Field of Science

Another problem with statistical translation

In the process of writing my latest article for Scientific American Mind, I spent a lot of time testing out automatic translators like Google Translate. As I discuss in the article, these programs have gotten a lot better in recent years, but on the whole they are still not very good.

I was curious what the Italian name of one of my favorite arias meant. So I typed O Soave Fanciulla into Google Translate. Programs like Google Translate are trained by comparing bilingual documents and noting, for a given word in one language, what word typically appears in the other language in the same place. Not surprisingly, Google Translate translated O Soave Fanciulla as O Soave Fanciulla -- no doubt because it was the case that, in the bilingual corpora GT was trained on, sentences with the phrase o soave fanciulla in Italian had o suave fanciulla in English.

I was reduced to translating the words one at a time: soave -> sweet, fanciulla -> girl. GT thinks o means or, but I expect that's the wrong reading in this context ("or sweet girl"?).

3 comments:

Panos Ipeirotis said...

O = oh :-)

The translation is "oh lovely girl" or "oh sweet girl".

But the overall point is indeed interesting...

Shadab_Troikaa said...

Nice observation, I have read somewhere all these free translation software work on Mathematics algorithm and give result accordingly.

Homer Mershon said...

I tried your trick with Google Translate. "O soave fanciulla" was, as you said, with the Italian repeated. However, taking the separate words rather than the whole phrase did give "sweet" and "girl" but "or" for "o", but "o!" gave back "o!" Putting them together gave the translation "O! sweet girl". It seems to me that mechanical translation tries to operate like the activity of looking words up in the dictionary, but with the same kind result which yields the French translation of "a big movie fan" as "un gros ventilateur de cinéma".
As you say in the SciAm Mind article, context is the problem. The question, AFAIK, is whether the binomial, linear system of computer reference can deal effectively with a language system based on the planetary, core-orbitally organized structure of language with four units of syntax and 12 parts of speech which creates meaningful units of varying lengths rather than bigram and trigram units. It seems to me that resolution of the problem of homophones and polysemous words is more likely to be found in grammatical and syntactical analysis rather than in linear segmentation.
You say, p. 47 S.A.M. "The problem for the talking robot's engineer is that we do not know precisely [how people quickly resolve homophones by using context]." The problem is that the human speaker is precisely a context machine and until computers can duplicate that activity, neither fully accurate computer translation of talking robots will be more than marginally successful. If the solution is to lie in effective syntactical and grammatical analysis, call me. I have a system!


EXERCISE PROMPT >>
Answer with one figure only, the number of lines below in which "series" occurs.

Entries from a visual dataset:
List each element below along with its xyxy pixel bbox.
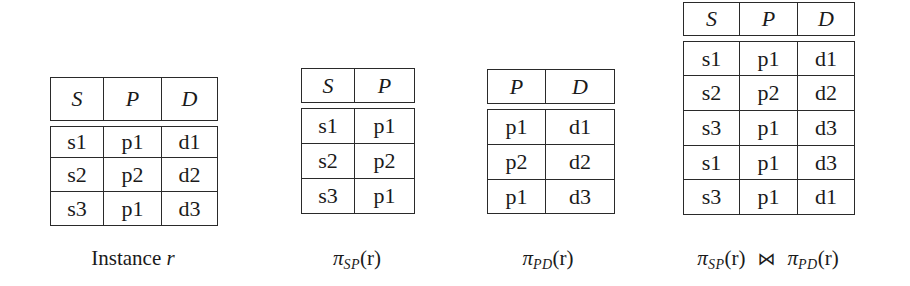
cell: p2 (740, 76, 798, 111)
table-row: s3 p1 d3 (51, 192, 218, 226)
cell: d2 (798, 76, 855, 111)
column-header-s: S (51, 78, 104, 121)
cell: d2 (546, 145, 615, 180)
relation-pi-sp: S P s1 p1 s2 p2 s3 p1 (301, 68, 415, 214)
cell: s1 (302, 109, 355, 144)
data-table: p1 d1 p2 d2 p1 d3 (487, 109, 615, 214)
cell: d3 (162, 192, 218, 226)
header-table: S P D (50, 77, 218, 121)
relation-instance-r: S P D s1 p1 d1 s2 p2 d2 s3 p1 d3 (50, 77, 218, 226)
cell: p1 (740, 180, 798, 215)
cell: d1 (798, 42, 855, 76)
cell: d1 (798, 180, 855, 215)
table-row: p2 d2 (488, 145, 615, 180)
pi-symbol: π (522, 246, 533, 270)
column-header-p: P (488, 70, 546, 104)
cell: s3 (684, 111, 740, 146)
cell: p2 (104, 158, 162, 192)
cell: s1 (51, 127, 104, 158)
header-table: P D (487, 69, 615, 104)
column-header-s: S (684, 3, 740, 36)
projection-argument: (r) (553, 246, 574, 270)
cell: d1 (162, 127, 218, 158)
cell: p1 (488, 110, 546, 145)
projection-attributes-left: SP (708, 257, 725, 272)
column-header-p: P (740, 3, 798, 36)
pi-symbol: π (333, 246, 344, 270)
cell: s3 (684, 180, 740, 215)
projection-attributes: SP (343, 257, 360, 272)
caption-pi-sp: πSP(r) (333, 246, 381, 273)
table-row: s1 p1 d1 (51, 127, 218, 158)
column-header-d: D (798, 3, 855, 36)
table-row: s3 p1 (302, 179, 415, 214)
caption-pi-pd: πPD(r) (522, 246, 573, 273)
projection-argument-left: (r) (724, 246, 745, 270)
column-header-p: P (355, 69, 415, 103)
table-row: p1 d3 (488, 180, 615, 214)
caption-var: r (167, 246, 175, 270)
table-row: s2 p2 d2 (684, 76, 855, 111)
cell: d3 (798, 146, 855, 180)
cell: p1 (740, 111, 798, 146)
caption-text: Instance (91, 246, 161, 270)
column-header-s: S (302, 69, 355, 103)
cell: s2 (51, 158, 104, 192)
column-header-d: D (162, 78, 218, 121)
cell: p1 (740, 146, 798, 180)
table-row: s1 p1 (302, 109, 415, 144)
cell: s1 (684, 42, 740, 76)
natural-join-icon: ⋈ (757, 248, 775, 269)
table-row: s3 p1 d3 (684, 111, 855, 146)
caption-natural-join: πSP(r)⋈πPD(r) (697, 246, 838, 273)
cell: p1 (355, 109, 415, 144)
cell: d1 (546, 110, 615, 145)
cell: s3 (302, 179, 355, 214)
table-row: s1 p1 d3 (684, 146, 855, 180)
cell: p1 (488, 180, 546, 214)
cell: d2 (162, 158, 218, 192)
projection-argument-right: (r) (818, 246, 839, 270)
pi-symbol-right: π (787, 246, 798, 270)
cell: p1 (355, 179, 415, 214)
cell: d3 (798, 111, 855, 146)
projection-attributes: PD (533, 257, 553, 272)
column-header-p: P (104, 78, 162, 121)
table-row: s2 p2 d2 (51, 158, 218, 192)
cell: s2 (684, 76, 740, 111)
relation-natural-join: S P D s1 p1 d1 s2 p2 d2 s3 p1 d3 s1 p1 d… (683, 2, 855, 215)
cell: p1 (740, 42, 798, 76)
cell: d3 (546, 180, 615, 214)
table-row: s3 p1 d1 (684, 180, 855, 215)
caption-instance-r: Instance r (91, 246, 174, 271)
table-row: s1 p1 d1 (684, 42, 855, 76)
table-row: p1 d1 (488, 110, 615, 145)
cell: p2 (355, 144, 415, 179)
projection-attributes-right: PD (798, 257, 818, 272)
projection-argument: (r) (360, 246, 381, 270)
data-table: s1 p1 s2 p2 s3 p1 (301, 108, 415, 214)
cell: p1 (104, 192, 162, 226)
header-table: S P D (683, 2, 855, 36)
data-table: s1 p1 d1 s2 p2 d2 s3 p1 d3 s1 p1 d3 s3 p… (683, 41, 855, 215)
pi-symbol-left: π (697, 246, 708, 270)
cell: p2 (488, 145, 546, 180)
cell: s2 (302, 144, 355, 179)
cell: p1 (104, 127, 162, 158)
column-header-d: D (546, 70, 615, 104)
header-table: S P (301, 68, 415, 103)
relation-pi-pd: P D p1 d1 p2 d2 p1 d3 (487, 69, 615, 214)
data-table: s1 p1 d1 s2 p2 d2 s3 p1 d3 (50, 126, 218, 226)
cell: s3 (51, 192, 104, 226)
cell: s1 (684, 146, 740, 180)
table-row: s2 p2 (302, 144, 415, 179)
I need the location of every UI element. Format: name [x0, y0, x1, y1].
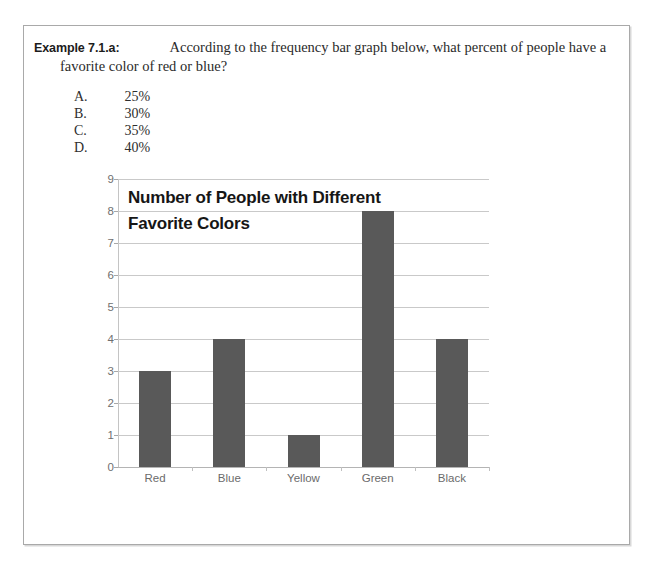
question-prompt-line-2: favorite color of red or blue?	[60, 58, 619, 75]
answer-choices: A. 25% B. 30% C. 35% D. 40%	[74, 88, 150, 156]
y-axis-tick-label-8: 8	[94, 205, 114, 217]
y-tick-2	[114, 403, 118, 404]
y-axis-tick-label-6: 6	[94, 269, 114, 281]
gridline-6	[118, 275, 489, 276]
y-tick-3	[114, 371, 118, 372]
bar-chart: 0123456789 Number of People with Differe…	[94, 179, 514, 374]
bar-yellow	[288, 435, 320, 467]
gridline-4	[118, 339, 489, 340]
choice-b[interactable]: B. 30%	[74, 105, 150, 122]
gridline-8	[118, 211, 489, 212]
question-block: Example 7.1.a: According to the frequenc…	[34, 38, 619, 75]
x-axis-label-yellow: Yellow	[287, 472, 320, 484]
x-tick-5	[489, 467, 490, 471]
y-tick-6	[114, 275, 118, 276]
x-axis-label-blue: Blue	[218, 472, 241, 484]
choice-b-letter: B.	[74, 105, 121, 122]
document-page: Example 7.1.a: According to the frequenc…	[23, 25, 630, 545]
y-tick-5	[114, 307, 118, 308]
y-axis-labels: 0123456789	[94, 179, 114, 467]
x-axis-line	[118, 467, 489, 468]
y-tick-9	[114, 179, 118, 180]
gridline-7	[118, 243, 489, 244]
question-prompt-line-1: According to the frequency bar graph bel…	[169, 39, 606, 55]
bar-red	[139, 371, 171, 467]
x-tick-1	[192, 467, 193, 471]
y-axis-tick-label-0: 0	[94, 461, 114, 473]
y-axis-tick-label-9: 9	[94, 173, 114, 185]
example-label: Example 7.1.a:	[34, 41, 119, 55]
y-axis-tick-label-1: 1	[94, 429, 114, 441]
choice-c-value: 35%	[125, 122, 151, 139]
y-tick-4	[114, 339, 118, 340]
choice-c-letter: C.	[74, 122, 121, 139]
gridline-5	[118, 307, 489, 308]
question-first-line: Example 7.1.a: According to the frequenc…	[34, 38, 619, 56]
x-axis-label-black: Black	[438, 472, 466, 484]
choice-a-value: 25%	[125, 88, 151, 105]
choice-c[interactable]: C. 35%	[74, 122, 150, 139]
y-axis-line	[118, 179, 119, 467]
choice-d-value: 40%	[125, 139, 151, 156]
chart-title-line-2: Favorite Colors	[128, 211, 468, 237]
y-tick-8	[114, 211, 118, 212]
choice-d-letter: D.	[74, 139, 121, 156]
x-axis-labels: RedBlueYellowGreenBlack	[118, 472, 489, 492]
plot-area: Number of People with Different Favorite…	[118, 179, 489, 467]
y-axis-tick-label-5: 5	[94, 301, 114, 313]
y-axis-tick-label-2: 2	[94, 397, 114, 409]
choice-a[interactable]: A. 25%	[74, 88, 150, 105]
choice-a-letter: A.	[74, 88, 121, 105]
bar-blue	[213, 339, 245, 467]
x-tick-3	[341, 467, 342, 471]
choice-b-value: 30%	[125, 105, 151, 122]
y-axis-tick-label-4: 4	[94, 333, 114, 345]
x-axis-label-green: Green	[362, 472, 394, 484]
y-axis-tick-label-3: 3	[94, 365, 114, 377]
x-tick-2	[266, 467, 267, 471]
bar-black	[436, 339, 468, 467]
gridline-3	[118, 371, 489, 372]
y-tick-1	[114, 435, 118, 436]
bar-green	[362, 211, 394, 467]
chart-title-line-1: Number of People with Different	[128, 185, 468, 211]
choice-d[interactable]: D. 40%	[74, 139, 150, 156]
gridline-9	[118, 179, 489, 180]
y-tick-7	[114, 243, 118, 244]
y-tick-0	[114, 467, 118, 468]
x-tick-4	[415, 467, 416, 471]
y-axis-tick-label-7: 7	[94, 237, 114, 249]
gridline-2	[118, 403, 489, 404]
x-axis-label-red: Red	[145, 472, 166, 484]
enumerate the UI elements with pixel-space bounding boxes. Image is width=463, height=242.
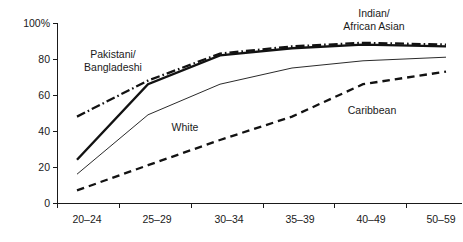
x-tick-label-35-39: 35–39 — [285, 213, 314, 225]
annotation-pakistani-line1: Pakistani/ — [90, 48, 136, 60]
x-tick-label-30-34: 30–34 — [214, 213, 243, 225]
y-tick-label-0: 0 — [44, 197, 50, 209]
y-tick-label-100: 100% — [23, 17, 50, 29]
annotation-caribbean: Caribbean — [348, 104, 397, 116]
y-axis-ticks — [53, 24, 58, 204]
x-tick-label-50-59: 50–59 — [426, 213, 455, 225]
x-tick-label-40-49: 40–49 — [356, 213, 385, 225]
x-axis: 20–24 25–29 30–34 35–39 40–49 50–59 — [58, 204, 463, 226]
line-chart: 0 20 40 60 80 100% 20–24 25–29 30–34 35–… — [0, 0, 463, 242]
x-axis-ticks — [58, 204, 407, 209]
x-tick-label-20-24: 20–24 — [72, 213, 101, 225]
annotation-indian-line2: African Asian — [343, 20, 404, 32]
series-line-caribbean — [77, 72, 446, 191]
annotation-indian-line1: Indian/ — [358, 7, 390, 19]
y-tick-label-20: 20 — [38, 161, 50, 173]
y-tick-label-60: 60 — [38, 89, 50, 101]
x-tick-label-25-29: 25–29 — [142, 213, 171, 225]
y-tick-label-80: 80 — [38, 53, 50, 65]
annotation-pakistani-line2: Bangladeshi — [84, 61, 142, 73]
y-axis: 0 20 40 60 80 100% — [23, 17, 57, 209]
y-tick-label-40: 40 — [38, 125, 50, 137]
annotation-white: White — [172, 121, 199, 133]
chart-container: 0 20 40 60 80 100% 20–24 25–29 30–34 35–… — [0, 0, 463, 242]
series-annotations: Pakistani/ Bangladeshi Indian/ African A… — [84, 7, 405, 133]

RESPONSE >>
2